Constructivist

Learning Theory of Jean Piaget. He suggested that through processes of accommodation and assimilation, individuals construct new knowledge from their experiences. Assimilation occurs when individuals' experiences are aligned with their internal representation of the world. They assimilate the new experience into an already existing framework. Accommodation is the process of reframing one's mental representation of the external world to fit new experiences. Accommodation can be understood as the mechanism by which failure leads to learning. When we act on the expectation that the world operates in one way and it violates our expectations, we often fail. By accommodating this new experience and reframing our model of the way the world works, we learn from the experience of failure.

see related Constructionism

http://en.wikipedia.org/wiki/Constructivism_(learning_theory)

http://en.wikipedia.org/wiki/Constructivist_epistemology

Mind Map http://carolyn.jlcarroll.net/Construct.html

Risk of becoming New New Math? http://www.weaponsofmathdestruction.com/wmd.cfm?comicID=53 (and earlier pieces)
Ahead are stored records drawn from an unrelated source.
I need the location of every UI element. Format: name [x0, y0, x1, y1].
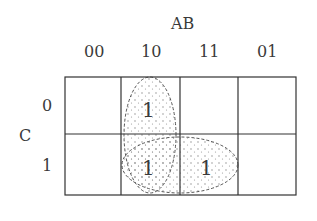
- cell-0-1: 1: [142, 102, 155, 118]
- cell-1-2: 1: [200, 160, 213, 176]
- col-header-00: 00: [84, 44, 104, 60]
- cell-1-1: 1: [142, 160, 155, 176]
- col-header-10: 10: [141, 44, 161, 60]
- row-header-1: 1: [42, 158, 52, 174]
- row-header-0: 0: [42, 98, 52, 114]
- col-header-01: 01: [257, 44, 277, 60]
- row-variable-label: C: [19, 128, 31, 144]
- col-header-11: 11: [199, 44, 219, 60]
- kmap-grid: [65, 77, 296, 195]
- col-variable-label: AB: [171, 16, 194, 32]
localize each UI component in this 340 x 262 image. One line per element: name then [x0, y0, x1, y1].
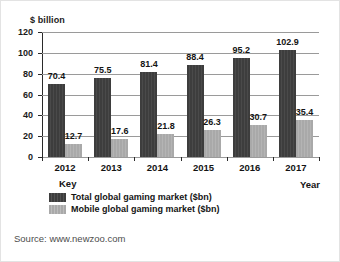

Donald Clark: His famous four stage developmental model (Sensorimotor, Pre-operational, Concrete and Formal) has been fairly well trashed... What's worrying is the fact that teachers are coming out with a fixed view of child development based on 'ages and stages' that are quite wrong. This leads to amateurish teaching methods and a lack of understanding of when and how to teach Numeracy and literacy (Reading And Writing). The 'Whole Language' teaching fiasco in Elementary School-s was the perfect storm of this amateurish approach.